[Python-ideas] recorarray: a mutable alternative to namedtuple

Andrew Barnert abarnert at yahoo.com
Sat Mar 28 02:09:03 CET 2015


On Mar 27, 2015, at 16:29, Luciano Ramalho <luciano at ramalho.org> wrote:
> 
> On Fri, Mar 27, 2015 at 8:13 PM, Andrew Barnert
> <abarnert at yahoo.com.dmarc.invalid> wrote:
>> So, if you want the equivalent of a C struct, there's no reason to make it an iterable in Python.
> 
> Yes, there is: iterable unpacking.

Why?

You can't do the equivalent in C or any of its descendants (or most other languages with a struct/record type, or most pedagogical or theoretical struct/record concepts). Nor can you do anything even vaguely similar. So why would anyone expect that "the equivalent of a C struct" in Python should be able to do something that a C struct, and its equivalents in other languages, can't?

Also, the desire to _not_ have to use iterable unpacking is why we have namedtuple (and structseq in the C API) in the first place: to make tuples that can be used as records, not the other way around. A namedtuple stat result allows your users to access the fields by name instead of by index, which not only makes their code more readable, it also means stat can return different sets of extra fields on different platforms and in new versions without breaking their code. Even in C, this is important: because you access the PyObject fields by name, I can hand you a PyList* cast to a PyObject* and you can use it; if C allowed you to access it by iterable unpacking and you did so, I'd instead have to copy the PyObject fields of the PyList into a new PyObject that didn't have any extra fields.

>> Which is easy to do: just create a class, and create its fields in the __init__ method (or, in some cases, it's acceptable to use class attributes as "default values" for instance attributes).
> 
> Boilerplate with lots of repetition, with little added value. For
> example, in a basic __init__ each attribute name usually occurs three
> times: as an argument name in the method declaration, and then twice
> when it's assigned to self. Ruby does much better, for example.

Let's compare some C code and the equivalent Python:

    struct Person {
        const char *name;
        int age;
    }
    struct Person person_make(const char *name, int age) {
        struct Person p;
        p.name = strdup(name);
        p.age = age;
        return p;
    }

    class Person
        def __init__(self, name: str, age: int):
            self.name = name
            self.age = age

You really think that this is not like a C struct because it has too much boilerplate compared to the C equivalent?

Of course it's trivial to wrap up that boilerplate if you're going to create 20 of these. And to add in other functionality that C structs (and, except for the first, Python namedtuples) don't have that your project needs, like a nice repr, default values, runtime type checking, a JSON serialization schema, an ORM mapping, an HTML form representation, etc.

If you really want to add in being a sequence, you can add that too--but again, what's the use case for that? It's certainly not being more like a C struct.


* _WORK TO BE COMPLETED_
From the records below, give the number of lines that include the word "object". Add no other words.

[Records from a data collection]
★ ★ ★
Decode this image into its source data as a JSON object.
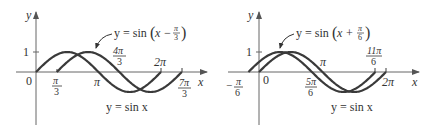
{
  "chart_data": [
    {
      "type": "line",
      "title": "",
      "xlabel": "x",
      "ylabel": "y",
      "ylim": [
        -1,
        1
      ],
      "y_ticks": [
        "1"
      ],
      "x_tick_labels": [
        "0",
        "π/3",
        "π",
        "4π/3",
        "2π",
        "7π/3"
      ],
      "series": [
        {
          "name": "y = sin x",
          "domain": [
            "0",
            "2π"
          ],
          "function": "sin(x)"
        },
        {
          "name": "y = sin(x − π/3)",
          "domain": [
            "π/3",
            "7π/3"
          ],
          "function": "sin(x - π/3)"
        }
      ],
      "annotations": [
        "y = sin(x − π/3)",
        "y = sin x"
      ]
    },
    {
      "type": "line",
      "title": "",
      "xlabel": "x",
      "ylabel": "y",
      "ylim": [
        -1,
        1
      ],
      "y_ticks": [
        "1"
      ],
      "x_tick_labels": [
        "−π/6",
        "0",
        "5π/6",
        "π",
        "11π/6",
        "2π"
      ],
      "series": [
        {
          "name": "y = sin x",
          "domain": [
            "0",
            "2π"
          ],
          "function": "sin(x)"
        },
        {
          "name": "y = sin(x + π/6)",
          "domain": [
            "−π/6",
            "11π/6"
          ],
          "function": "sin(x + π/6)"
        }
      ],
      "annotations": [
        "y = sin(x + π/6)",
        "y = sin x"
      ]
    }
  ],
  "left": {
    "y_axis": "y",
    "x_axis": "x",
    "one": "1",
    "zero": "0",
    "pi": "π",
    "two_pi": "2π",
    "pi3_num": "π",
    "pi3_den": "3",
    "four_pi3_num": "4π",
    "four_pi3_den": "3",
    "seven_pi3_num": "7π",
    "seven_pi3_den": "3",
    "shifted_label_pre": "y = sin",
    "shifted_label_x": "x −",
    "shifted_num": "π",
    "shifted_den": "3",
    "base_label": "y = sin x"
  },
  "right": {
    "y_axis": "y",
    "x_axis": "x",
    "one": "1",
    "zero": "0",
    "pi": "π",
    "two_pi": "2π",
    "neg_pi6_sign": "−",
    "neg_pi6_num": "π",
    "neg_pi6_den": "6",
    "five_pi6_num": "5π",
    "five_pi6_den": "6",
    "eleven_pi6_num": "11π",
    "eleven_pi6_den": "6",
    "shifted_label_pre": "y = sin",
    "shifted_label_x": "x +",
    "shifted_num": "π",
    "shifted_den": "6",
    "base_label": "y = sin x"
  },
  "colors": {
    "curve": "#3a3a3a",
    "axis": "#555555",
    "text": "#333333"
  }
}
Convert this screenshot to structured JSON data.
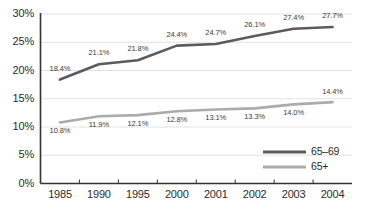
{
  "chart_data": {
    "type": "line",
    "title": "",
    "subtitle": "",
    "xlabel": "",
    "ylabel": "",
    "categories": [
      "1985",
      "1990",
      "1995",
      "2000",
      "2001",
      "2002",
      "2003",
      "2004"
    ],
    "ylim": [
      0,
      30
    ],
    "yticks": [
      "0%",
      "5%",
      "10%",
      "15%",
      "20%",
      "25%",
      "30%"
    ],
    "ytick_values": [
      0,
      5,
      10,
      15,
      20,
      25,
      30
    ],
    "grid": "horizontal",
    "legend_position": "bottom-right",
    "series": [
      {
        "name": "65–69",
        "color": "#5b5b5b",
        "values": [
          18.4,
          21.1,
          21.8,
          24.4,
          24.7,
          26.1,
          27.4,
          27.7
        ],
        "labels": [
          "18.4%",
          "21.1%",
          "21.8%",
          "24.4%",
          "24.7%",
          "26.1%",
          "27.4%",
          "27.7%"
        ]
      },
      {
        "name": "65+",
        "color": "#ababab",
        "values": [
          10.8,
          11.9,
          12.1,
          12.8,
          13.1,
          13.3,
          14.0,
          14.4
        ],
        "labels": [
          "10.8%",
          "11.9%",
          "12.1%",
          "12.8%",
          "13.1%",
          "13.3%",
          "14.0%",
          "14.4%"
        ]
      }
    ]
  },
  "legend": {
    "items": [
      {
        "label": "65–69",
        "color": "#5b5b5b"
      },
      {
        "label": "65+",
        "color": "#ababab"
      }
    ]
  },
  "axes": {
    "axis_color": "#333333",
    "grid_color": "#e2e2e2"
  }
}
★ ★ ★
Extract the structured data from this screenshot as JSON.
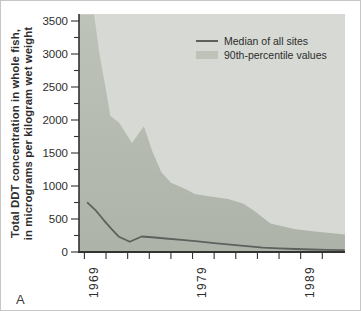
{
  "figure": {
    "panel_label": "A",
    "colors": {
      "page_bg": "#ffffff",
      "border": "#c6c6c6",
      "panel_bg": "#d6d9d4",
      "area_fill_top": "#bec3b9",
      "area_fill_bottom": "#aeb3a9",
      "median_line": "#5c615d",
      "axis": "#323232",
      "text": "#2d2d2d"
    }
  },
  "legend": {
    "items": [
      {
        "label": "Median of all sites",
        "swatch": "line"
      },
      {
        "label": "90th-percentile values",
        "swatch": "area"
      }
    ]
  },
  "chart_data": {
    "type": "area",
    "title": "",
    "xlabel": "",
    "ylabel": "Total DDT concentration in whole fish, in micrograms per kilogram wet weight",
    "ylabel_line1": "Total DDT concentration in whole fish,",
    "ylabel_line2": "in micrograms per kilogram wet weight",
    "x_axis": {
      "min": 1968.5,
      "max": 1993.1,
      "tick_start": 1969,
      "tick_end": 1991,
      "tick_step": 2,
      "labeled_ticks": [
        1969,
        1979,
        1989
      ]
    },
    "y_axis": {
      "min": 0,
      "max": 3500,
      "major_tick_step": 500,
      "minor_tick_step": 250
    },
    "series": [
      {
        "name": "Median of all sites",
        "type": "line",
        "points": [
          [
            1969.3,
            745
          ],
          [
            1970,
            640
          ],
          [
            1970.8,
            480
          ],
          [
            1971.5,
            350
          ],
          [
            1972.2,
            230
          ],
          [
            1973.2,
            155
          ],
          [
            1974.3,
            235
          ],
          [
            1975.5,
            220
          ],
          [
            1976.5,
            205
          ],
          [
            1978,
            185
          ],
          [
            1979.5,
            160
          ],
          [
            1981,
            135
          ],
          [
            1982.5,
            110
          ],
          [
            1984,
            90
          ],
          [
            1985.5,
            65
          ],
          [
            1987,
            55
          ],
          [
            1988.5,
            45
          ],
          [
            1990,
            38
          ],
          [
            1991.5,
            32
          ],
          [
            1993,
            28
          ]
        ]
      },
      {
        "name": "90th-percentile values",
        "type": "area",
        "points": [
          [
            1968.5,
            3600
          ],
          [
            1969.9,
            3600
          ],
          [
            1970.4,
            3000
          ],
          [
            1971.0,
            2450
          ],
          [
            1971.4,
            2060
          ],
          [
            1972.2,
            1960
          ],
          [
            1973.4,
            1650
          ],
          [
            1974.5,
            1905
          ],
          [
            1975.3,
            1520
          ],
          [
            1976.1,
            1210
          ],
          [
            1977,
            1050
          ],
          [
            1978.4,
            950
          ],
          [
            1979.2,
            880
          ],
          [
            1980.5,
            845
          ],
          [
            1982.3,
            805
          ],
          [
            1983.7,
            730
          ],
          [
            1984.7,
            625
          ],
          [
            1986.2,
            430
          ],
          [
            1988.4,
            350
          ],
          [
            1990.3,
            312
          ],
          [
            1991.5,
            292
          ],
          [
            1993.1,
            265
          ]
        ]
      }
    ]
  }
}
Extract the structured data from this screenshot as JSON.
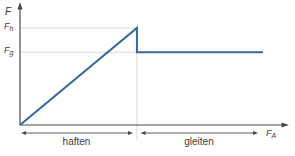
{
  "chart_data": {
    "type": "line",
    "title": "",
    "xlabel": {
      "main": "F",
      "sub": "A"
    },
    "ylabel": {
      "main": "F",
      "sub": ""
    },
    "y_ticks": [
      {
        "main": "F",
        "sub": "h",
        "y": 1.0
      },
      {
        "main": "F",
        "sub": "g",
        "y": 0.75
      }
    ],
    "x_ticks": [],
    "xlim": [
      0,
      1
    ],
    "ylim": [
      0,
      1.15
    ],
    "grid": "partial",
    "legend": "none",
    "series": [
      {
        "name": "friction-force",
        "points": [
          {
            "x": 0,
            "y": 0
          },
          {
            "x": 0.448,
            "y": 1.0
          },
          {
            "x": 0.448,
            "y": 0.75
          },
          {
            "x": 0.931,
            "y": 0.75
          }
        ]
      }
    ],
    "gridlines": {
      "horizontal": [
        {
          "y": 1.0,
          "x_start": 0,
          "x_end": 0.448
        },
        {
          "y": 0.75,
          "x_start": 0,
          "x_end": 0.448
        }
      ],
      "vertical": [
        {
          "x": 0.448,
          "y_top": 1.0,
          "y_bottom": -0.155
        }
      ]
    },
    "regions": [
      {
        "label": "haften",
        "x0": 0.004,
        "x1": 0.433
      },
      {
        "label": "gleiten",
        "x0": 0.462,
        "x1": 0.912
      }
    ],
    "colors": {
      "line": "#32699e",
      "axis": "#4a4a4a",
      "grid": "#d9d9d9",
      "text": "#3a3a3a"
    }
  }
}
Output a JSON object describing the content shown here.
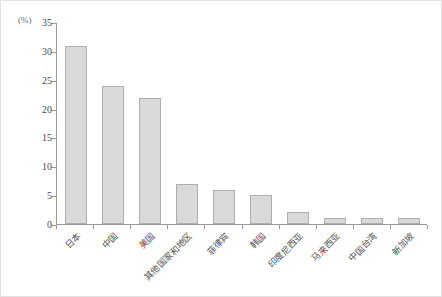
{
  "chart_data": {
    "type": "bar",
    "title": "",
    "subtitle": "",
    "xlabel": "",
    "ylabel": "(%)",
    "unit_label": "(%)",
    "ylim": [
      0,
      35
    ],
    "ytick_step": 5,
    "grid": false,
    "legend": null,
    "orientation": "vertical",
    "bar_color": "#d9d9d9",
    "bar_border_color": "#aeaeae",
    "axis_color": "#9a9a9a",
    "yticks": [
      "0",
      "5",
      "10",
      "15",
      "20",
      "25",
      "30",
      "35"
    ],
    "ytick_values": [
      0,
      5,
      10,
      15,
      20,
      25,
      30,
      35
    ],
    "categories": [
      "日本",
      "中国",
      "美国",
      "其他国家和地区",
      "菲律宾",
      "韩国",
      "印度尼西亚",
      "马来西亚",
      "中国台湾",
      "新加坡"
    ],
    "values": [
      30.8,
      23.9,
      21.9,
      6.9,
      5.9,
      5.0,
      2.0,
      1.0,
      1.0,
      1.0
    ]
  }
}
★ ★ ★
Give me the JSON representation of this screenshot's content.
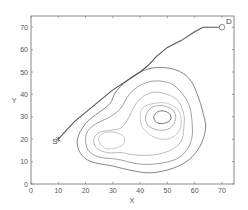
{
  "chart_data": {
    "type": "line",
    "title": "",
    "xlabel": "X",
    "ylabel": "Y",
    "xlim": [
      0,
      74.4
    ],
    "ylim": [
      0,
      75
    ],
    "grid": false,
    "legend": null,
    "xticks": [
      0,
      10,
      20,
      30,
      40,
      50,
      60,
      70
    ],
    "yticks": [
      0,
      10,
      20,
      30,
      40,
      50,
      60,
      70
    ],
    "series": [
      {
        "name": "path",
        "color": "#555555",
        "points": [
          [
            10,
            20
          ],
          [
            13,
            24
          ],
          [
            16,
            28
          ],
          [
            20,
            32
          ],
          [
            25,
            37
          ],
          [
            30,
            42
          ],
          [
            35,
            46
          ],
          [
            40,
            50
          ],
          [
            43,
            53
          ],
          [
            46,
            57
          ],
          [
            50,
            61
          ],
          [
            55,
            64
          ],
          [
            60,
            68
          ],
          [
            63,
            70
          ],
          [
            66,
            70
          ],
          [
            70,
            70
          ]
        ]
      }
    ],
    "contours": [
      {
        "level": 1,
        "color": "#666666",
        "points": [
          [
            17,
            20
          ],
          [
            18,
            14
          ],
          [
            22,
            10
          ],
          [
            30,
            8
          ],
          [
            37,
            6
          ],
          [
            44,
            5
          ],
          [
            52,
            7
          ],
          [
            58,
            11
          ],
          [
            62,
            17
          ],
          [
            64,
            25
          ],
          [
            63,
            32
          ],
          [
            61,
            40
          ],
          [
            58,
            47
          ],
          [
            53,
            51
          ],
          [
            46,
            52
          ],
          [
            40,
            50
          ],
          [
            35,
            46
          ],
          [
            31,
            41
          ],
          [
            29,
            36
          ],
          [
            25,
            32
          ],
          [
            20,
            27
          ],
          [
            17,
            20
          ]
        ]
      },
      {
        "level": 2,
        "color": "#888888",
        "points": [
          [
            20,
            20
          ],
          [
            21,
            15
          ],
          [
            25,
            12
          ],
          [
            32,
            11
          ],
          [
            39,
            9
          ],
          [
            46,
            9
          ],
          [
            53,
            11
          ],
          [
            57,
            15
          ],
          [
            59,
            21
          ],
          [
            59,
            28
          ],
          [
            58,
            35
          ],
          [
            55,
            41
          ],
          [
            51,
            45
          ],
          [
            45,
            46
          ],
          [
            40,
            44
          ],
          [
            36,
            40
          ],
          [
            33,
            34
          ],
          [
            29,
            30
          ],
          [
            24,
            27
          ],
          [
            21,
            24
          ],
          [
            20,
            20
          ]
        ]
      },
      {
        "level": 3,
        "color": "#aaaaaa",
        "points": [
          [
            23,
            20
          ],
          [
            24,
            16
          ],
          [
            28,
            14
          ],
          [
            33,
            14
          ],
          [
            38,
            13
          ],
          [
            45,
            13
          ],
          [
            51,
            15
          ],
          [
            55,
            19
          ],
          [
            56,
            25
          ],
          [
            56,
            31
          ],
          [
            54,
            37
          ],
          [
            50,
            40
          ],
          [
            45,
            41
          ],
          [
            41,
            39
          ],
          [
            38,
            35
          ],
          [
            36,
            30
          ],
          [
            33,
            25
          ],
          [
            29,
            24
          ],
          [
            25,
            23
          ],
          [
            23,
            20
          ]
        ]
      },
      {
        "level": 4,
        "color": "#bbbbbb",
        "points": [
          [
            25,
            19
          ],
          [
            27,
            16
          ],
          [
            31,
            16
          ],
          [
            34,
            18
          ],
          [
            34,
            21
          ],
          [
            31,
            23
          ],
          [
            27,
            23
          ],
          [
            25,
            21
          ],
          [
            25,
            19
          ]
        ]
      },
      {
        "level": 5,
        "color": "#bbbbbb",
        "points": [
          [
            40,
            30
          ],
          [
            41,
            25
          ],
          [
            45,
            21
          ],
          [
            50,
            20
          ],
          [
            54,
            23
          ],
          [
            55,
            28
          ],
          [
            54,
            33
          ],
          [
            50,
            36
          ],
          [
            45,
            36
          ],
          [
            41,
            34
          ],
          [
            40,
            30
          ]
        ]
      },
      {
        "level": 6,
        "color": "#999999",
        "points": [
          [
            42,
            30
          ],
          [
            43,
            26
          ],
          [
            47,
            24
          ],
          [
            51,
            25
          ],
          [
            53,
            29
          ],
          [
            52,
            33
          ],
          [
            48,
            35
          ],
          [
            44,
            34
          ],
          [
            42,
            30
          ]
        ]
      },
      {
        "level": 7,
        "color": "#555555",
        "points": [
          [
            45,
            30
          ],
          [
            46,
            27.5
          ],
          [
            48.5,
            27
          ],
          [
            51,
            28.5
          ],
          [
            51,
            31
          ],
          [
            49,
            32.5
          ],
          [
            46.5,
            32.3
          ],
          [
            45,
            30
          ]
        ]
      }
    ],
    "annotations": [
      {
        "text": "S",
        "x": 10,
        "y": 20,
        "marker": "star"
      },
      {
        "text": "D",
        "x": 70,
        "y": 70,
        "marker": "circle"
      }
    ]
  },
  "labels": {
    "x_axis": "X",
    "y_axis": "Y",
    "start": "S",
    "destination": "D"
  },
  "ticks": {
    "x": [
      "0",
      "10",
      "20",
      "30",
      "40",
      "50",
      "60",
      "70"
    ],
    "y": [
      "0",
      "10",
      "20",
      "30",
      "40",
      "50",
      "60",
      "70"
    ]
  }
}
★ ★ ★
* _ANSWER SPACE_
2